WHAT THE EXERCISE ASKS >> Below is a listing; repeat exactly the lines from the one containing "The image size is (868, 488)." to the one containing "Locate an element", both included.

--- SUPPLIED MATERIAL ---

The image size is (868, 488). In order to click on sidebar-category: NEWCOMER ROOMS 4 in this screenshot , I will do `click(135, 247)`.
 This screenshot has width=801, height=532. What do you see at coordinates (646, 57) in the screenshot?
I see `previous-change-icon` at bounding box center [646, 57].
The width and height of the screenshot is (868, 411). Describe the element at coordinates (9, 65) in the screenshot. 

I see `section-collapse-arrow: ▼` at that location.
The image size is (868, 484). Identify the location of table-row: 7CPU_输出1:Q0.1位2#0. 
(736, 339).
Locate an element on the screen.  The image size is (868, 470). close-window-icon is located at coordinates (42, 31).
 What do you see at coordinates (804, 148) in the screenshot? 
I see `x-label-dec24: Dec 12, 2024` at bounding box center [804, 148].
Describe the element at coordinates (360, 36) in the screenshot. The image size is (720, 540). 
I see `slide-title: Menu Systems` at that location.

---
--- SUPPLIED MATERIAL ---

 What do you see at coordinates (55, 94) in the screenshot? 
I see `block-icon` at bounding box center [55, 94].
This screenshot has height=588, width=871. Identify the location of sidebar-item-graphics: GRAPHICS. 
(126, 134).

---

RESULT BELOW >>
The image size is (868, 488). In order to click on sidebar-category: NEWCOMER ROOMS 4 in this screenshot , I will do `click(135, 247)`.
 This screenshot has width=801, height=532. What do you see at coordinates (646, 57) in the screenshot?
I see `previous-change-icon` at bounding box center [646, 57].
The width and height of the screenshot is (868, 411). Describe the element at coordinates (9, 65) in the screenshot. 

I see `section-collapse-arrow: ▼` at that location.
The image size is (868, 484). Identify the location of table-row: 7CPU_输出1:Q0.1位2#0. 
(736, 339).
Locate an element on the screen.  The image size is (868, 470). close-window-icon is located at coordinates (42, 31).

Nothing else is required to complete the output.